Scully and Mulder both want to believe, but they assume different starting points and imagine different ends. And like real grownups, they value their disparities, rather than insisting on abject agreement, finding reasons to believe in one another if not “out there.” Here, Scully is helped toward her belief by a trio of nuns who hover in the hospital, and Mulder finds his own encouragement in his usual source: naysayers. Chief among these is Drummy, who voices the official line repeatedly. “I don’t believe this!” he mutters, on hearing the priest carry on yet again about seeing tormented faces in strange places, occasioning Mulder’s predictable riposte, “That’s been your problem from the start.”

But Drummy has another problem. In embodying the status quo, he has to toe a series of lines and reject a number of possibilities. His closed mind is set against the heroes’ openness, their efforts to see beyond what’s in front of them. So that you have no doubts about his doubts, I Want to Believe includes a dreary sign when Drummy sees in a pair of suspects a whole range of foreignness. One is repeatedly termed “the Russian,” and both together, Drummy snarks, “are married in Massachusetts.”
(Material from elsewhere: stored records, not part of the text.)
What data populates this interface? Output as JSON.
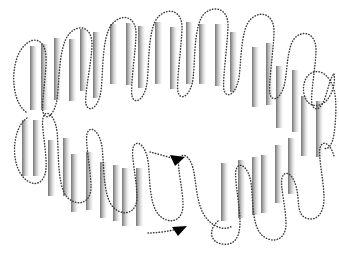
{
  "figure": {
    "name": "serpentine-strand-topology-diagram",
    "type": "diagram",
    "width": 339,
    "height": 257,
    "background_color": "#ffffff"
  },
  "style": {
    "bar_gradient_dark": "#6e6e6e",
    "bar_gradient_mid": "#b4b4b4",
    "bar_gradient_light": "#fcfcfc",
    "path_color": "#3a3a3a",
    "path_stroke_width": 1.45,
    "path_dash": "0.45 2.35",
    "arrow_color": "#000000"
  },
  "bars": [
    {
      "x": 30,
      "y": 46,
      "w": 7,
      "h": 64
    },
    {
      "x": 41,
      "y": 44,
      "w": 7,
      "h": 66
    },
    {
      "x": 54,
      "y": 38,
      "w": 7,
      "h": 62
    },
    {
      "x": 69,
      "y": 39,
      "w": 7,
      "h": 62
    },
    {
      "x": 80,
      "y": 29,
      "w": 7,
      "h": 62
    },
    {
      "x": 93,
      "y": 32,
      "w": 7,
      "h": 66
    },
    {
      "x": 110,
      "y": 24,
      "w": 7,
      "h": 60
    },
    {
      "x": 126,
      "y": 23,
      "w": 7,
      "h": 62
    },
    {
      "x": 138,
      "y": 26,
      "w": 7,
      "h": 62
    },
    {
      "x": 155,
      "y": 22,
      "w": 7,
      "h": 62
    },
    {
      "x": 170,
      "y": 27,
      "w": 7,
      "h": 62
    },
    {
      "x": 186,
      "y": 22,
      "w": 7,
      "h": 62
    },
    {
      "x": 199,
      "y": 24,
      "w": 7,
      "h": 60
    },
    {
      "x": 215,
      "y": 24,
      "w": 7,
      "h": 62
    },
    {
      "x": 230,
      "y": 32,
      "w": 7,
      "h": 60
    },
    {
      "x": 252,
      "y": 47,
      "w": 7,
      "h": 60
    },
    {
      "x": 266,
      "y": 43,
      "w": 7,
      "h": 62
    },
    {
      "x": 276,
      "y": 66,
      "w": 7,
      "h": 62
    },
    {
      "x": 292,
      "y": 70,
      "w": 7,
      "h": 62
    },
    {
      "x": 301,
      "y": 96,
      "w": 7,
      "h": 60
    },
    {
      "x": 316,
      "y": 101,
      "w": 7,
      "h": 56
    },
    {
      "x": 22,
      "y": 120,
      "w": 7,
      "h": 56
    },
    {
      "x": 33,
      "y": 120,
      "w": 7,
      "h": 56
    },
    {
      "x": 48,
      "y": 140,
      "w": 7,
      "h": 56
    },
    {
      "x": 63,
      "y": 138,
      "w": 7,
      "h": 58
    },
    {
      "x": 71,
      "y": 154,
      "w": 7,
      "h": 58
    },
    {
      "x": 86,
      "y": 152,
      "w": 7,
      "h": 58
    },
    {
      "x": 100,
      "y": 162,
      "w": 7,
      "h": 56
    },
    {
      "x": 113,
      "y": 165,
      "w": 7,
      "h": 56
    },
    {
      "x": 122,
      "y": 168,
      "w": 7,
      "h": 58
    },
    {
      "x": 136,
      "y": 168,
      "w": 7,
      "h": 58
    },
    {
      "x": 221,
      "y": 163,
      "w": 7,
      "h": 58
    },
    {
      "x": 238,
      "y": 160,
      "w": 7,
      "h": 58
    },
    {
      "x": 252,
      "y": 157,
      "w": 7,
      "h": 58
    },
    {
      "x": 261,
      "y": 155,
      "w": 7,
      "h": 58
    },
    {
      "x": 275,
      "y": 145,
      "w": 7,
      "h": 58
    },
    {
      "x": 288,
      "y": 138,
      "w": 7,
      "h": 56
    }
  ],
  "paths": [
    {
      "name": "upper-serpentine-path",
      "d": "M 26,112 C 10,100 10,60 24,46 C 34,35 45,40 46,56 C 47,72 41,104 43,112 C 45,120 52,118 56,104 C 60,90 57,46 70,33 C 80,23 92,28 92,44 C 92,60 84,96 86,104 C 88,112 96,110 100,96 C 104,82 100,36 113,23 C 123,13 136,17 136,33 C 136,49 130,88 132,96 C 134,104 142,102 146,88 C 150,74 146,28 159,16 C 169,7 182,11 182,27 C 182,43 176,84 178,92 C 180,100 188,98 192,84 C 196,70 192,24 205,13 C 215,5 228,9 228,25 C 228,41 222,82 224,90 C 226,98 234,96 238,82 C 242,68 239,28 252,18 C 262,10 274,15 274,31 C 274,47 268,86 270,94 C 272,102 280,100 284,86 C 288,72 286,44 297,36 C 306,30 316,35 316,50 C 316,65 310,96 312,104 C 314,112 321,110 325,98 C 329,86 330,78 334,74"
    },
    {
      "name": "lower-serpentine-path",
      "d": "M 27,118 C 12,128 10,164 24,178 C 34,188 45,184 46,168 C 47,152 41,126 43,118 C 45,110 52,112 56,126 C 60,140 55,186 68,198 C 78,207 91,203 91,187 C 91,171 85,142 87,134 C 89,126 97,128 101,142 C 105,156 101,196 114,208 C 124,217 137,213 137,197 C 137,181 131,156 133,148 C 135,140 143,142 147,156 C 151,170 147,204 160,216 C 170,225 183,221 183,205 C 183,189 177,168 179,160 C 181,152 189,154 193,168 C 196,179 196,200 203,213 C 210,226 224,232 232,226"
    },
    {
      "name": "lower-right-serpentine-path",
      "d": "M 218,221 C 208,230 210,242 222,244 C 234,246 240,238 240,222 C 240,206 234,178 236,170 C 238,162 246,164 250,178 C 254,192 250,226 263,236 C 273,244 286,240 286,224 C 286,208 280,186 282,178 C 284,170 292,172 296,186 C 300,200 296,214 306,218 C 316,222 324,214 324,198 C 324,182 318,156 320,148 C 322,140 330,142 334,156"
    },
    {
      "name": "upper-right-connector-path",
      "d": "M 334,74 C 336,86 330,100 322,104 C 314,108 306,104 304,94 C 302,84 306,74 314,72 C 322,70 330,76 334,90 C 337,100 336,120 334,134 C 332,146 328,150 324,148"
    },
    {
      "name": "arrow-1-tail",
      "d": "M 150,152 C 158,154 168,157 176,159"
    },
    {
      "name": "arrow-2-tail",
      "d": "M 148,233 C 158,233 170,231 178,229"
    }
  ],
  "arrows": [
    {
      "name": "arrowhead-upper",
      "points": "185,157 170,155 175,166"
    },
    {
      "name": "arrowhead-lower",
      "points": "187,226 172,227 178,236"
    }
  ]
}
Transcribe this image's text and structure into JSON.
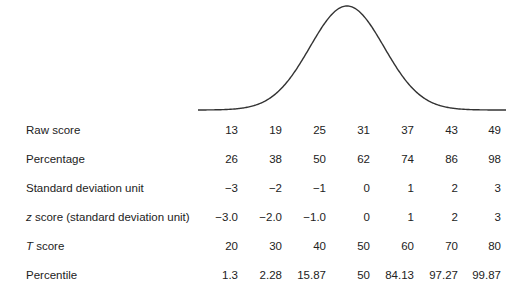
{
  "chart_data": {
    "type": "table",
    "title": "",
    "figure": "normal distribution curve with score conversion table",
    "columns": 7,
    "rows": [
      {
        "label": "Raw score",
        "italic_prefix": "",
        "rest": "Raw score",
        "values": [
          "13",
          "19",
          "25",
          "31",
          "37",
          "43",
          "49"
        ]
      },
      {
        "label": "Percentage",
        "italic_prefix": "",
        "rest": "Percentage",
        "values": [
          "26",
          "38",
          "50",
          "62",
          "74",
          "86",
          "98"
        ]
      },
      {
        "label": "Standard deviation unit",
        "italic_prefix": "",
        "rest": "Standard deviation unit",
        "values": [
          "−3",
          "−2",
          "−1",
          "0",
          "1",
          "2",
          "3"
        ]
      },
      {
        "label": "z score (standard deviation unit)",
        "italic_prefix": "z",
        "rest": " score (standard deviation unit)",
        "values": [
          "−3.0",
          "−2.0",
          "−1.0",
          "0",
          "1",
          "2",
          "3"
        ]
      },
      {
        "label": "T score",
        "italic_prefix": "T",
        "rest": " score",
        "values": [
          "20",
          "30",
          "40",
          "50",
          "60",
          "70",
          "80"
        ]
      },
      {
        "label": "Percentile",
        "italic_prefix": "",
        "rest": "Percentile",
        "values": [
          "1.3",
          "2.28",
          "15.87",
          "50",
          "84.13",
          "97.27",
          "99.87"
        ]
      }
    ],
    "curve": {
      "shape": "normal",
      "mean_column": 4,
      "color": "#333333"
    }
  }
}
As the film underscores Drummy’s rigidity against Mulder and Scully’s imagination and ingenuity, it’s revisiting the series’ basic conflict, the rage for order against the desire to believe. In this process, the plot devolves into a series of grisly images (more body parts and big red stitches) that are, in the end, more mundane than horrifying. Monsters, darkness, fighting what’s oout there: we’ve all been there. In this context, the weird and weirdly rewarding intimacy between Mulder and Scully (“I can feel you thinking,” he tells her) is almost radical.